Ben by Debra
Materially Successful Character #1
Uncle Ben
Ben, Willy's older brother, whom Willy knew little about, is completely an imagined figure in this play. Will tells Charley, his neighbor, that he recently learned that Ben has died. Because of this, we know when Ben walks into the scene with Charley, he is an apparition Willy has summoned in his anguished search to comfort himself that he has done the right things and understand his life.
From the first time we see Ben, he is presented as a highly idealized figure for Willy, whose memory turns him into a god-like figure. Willy describes him as, "the man I ever met who knew the answers." Ben is an imposing-looking man dressed in sophisticated clothes and projecting great authority. He is both fearless and enjoys his success enormously and constantly chuckling over it. He has an air of always thinking about secret and important things. He is a father of seven sons.

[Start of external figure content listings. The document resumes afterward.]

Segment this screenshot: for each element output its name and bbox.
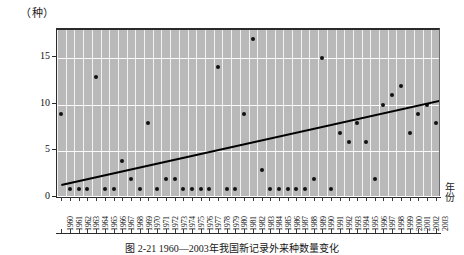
x-tick-mark: [105, 197, 106, 201]
vertical-gridline: [205, 30, 206, 196]
vertical-gridline: [362, 30, 363, 196]
y-tick-label: 5: [28, 143, 50, 154]
x-tick-mark: [148, 197, 149, 201]
data-point: [242, 112, 246, 116]
data-point: [129, 177, 133, 181]
x-tick-mark: [410, 197, 411, 201]
data-point: [155, 187, 159, 191]
x-tick-mark: [288, 197, 289, 201]
x-tick-mark: [70, 197, 71, 201]
data-point: [181, 187, 185, 191]
vertical-gridline: [353, 30, 354, 196]
data-point: [103, 187, 107, 191]
data-point: [207, 187, 211, 191]
x-tick-mark: [209, 197, 210, 201]
vertical-gridline: [344, 30, 345, 196]
vertical-gridline: [431, 30, 432, 196]
y-tick-mark: [52, 56, 56, 57]
data-point: [146, 121, 150, 125]
x-tick-label: 2001: [423, 216, 432, 231]
data-point: [425, 103, 429, 107]
data-point: [355, 121, 359, 125]
vertical-gridline: [118, 30, 119, 196]
vertical-gridline: [57, 30, 58, 196]
x-tick-mark: [436, 197, 437, 201]
data-point: [260, 168, 264, 172]
x-tick-mark: [166, 197, 167, 201]
x-tick-mark: [262, 197, 263, 201]
x-tick-label: 1994: [362, 216, 371, 231]
y-tick-label: 15: [28, 50, 50, 61]
x-tick-mark: [96, 197, 97, 201]
data-point: [77, 187, 81, 191]
vertical-gridline: [318, 30, 319, 196]
x-tick-mark: [131, 197, 132, 201]
data-point: [408, 131, 412, 135]
x-tick-mark: [175, 197, 176, 201]
horizontal-gridline: [57, 151, 439, 152]
x-tick-label: 1995: [371, 216, 380, 231]
data-point: [85, 187, 89, 191]
vertical-gridline: [283, 30, 284, 196]
x-tick-mark: [392, 197, 393, 201]
x-tick-label: 2003: [441, 216, 450, 231]
x-tick-mark: [305, 197, 306, 201]
x-tick-mark-lower: [61, 229, 62, 233]
vertical-gridline: [405, 30, 406, 196]
x-tick-label: 1960: [66, 216, 75, 231]
data-point: [399, 84, 403, 88]
x-tick-label: 1968: [136, 216, 145, 231]
x-tick-mark: [201, 197, 202, 201]
x-tick-mark: [357, 197, 358, 201]
x-tick-label: 1971: [162, 216, 171, 231]
data-point: [390, 93, 394, 97]
x-tick-label: 1998: [397, 216, 406, 231]
x-tick-mark: [227, 197, 228, 201]
data-point: [329, 187, 333, 191]
vertical-gridline: [309, 30, 310, 196]
figure-caption: 图 2-21 1960—2003年我国新记录外来种数量变化: [0, 240, 464, 255]
vertical-gridline: [414, 30, 415, 196]
x-tick-label: 1999: [406, 216, 415, 231]
vertical-gridline: [423, 30, 424, 196]
x-tick-mark: [296, 197, 297, 201]
data-point: [303, 187, 307, 191]
y-tick-mark: [52, 196, 56, 197]
x-tick-label: 1978: [223, 216, 232, 231]
vertical-gridline: [379, 30, 380, 196]
x-tick-mark: [157, 197, 158, 201]
y-axis-unit-label: （种）: [20, 4, 55, 20]
data-point: [199, 187, 203, 191]
x-tick-mark: [383, 197, 384, 201]
vertical-gridline: [370, 30, 371, 196]
vertical-gridline: [231, 30, 232, 196]
vertical-gridline: [292, 30, 293, 196]
y-tick-label: 0: [28, 190, 50, 201]
x-tick-label: 1977: [214, 216, 223, 231]
x-tick-mark: [218, 197, 219, 201]
x-tick-mark: [87, 197, 88, 201]
x-tick-label: 2002: [432, 216, 441, 231]
vertical-gridline: [161, 30, 162, 196]
x-tick-mark: [244, 197, 245, 201]
data-point: [286, 187, 290, 191]
data-point: [112, 187, 116, 191]
data-point: [416, 112, 420, 116]
x-tick-mark: [270, 197, 271, 201]
vertical-gridline: [179, 30, 180, 196]
x-tick-label: 1988: [310, 216, 319, 231]
vertical-gridline: [327, 30, 328, 196]
x-tick-label: 1981: [249, 216, 258, 231]
vertical-gridline: [74, 30, 75, 196]
data-point: [94, 75, 98, 79]
x-tick-mark: [314, 197, 315, 201]
data-point: [364, 140, 368, 144]
x-tick-label: 1965: [110, 216, 119, 231]
vertical-gridline: [66, 30, 67, 196]
vertical-gridline: [214, 30, 215, 196]
x-tick-label: 1964: [101, 216, 110, 231]
vertical-gridline: [275, 30, 276, 196]
vertical-gridline: [396, 30, 397, 196]
vertical-gridline: [249, 30, 250, 196]
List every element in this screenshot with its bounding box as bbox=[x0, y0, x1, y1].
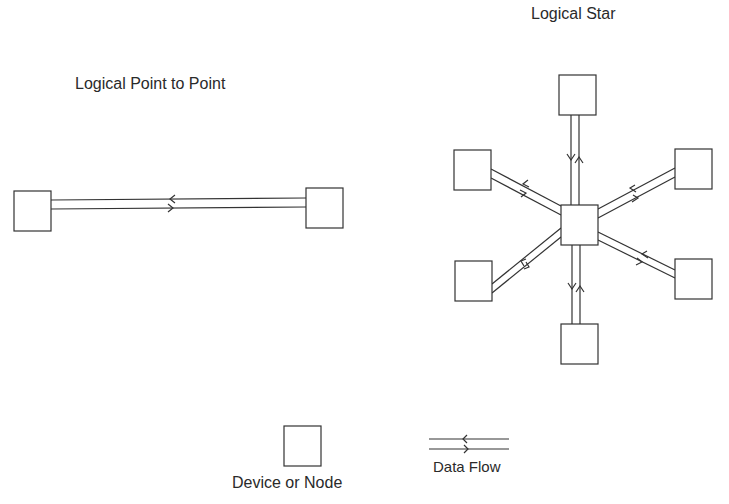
flow-line-lower bbox=[51, 207, 306, 209]
star-nodes bbox=[454, 75, 712, 364]
node-upper-left bbox=[454, 150, 491, 190]
node-bottom bbox=[561, 324, 598, 364]
node-right bbox=[306, 188, 343, 228]
node-upper-right bbox=[675, 149, 712, 189]
node-lower-left bbox=[455, 261, 492, 301]
node-lower-right bbox=[675, 259, 712, 299]
node-left bbox=[14, 191, 51, 231]
legend-node-icon bbox=[284, 426, 321, 466]
legend-node-label: Device or Node bbox=[232, 474, 342, 492]
title-point-to-point: Logical Point to Point bbox=[75, 75, 225, 93]
legend-flow-label: Data Flow bbox=[433, 458, 501, 475]
point-to-point-diagram bbox=[14, 188, 343, 231]
flow-line-upper bbox=[51, 198, 306, 200]
node-top bbox=[559, 75, 596, 115]
title-logical-star: Logical Star bbox=[531, 5, 616, 23]
node-hub bbox=[561, 205, 598, 245]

For Willy, Ben, who is a man with all the luck, is exactly the kind of person he wants to become. Even his mistakes become profitable. Ben tells about how he left to find their father in Alaska when Willy was three or four. However, Ben later confessed that "I had a very faulty view of geography, William. I discovered after a few days that I was heading due south, so instead of Alaska, I ended up in Africa...[W]hen I was seventeen I walked into the jungle, and when I was twenty-one I walked out. And by God I was rich."
So Ben is an personalified ideal success, the realization of the wildest dreams a man could have. In his quest to make some sense of his failed life, Willy views Ben as both a guide for finding out his answers and an older brother's role, appears to him every time he is most desperate. Ben is the inspiration for the fierce and daring Willy to commit suicide. For several times, Ben says "the jungle is dark but full of diamonds," which encourages him toward this action that will put Willy in control of his life, and allow him to beat the world that seems to have beaten him.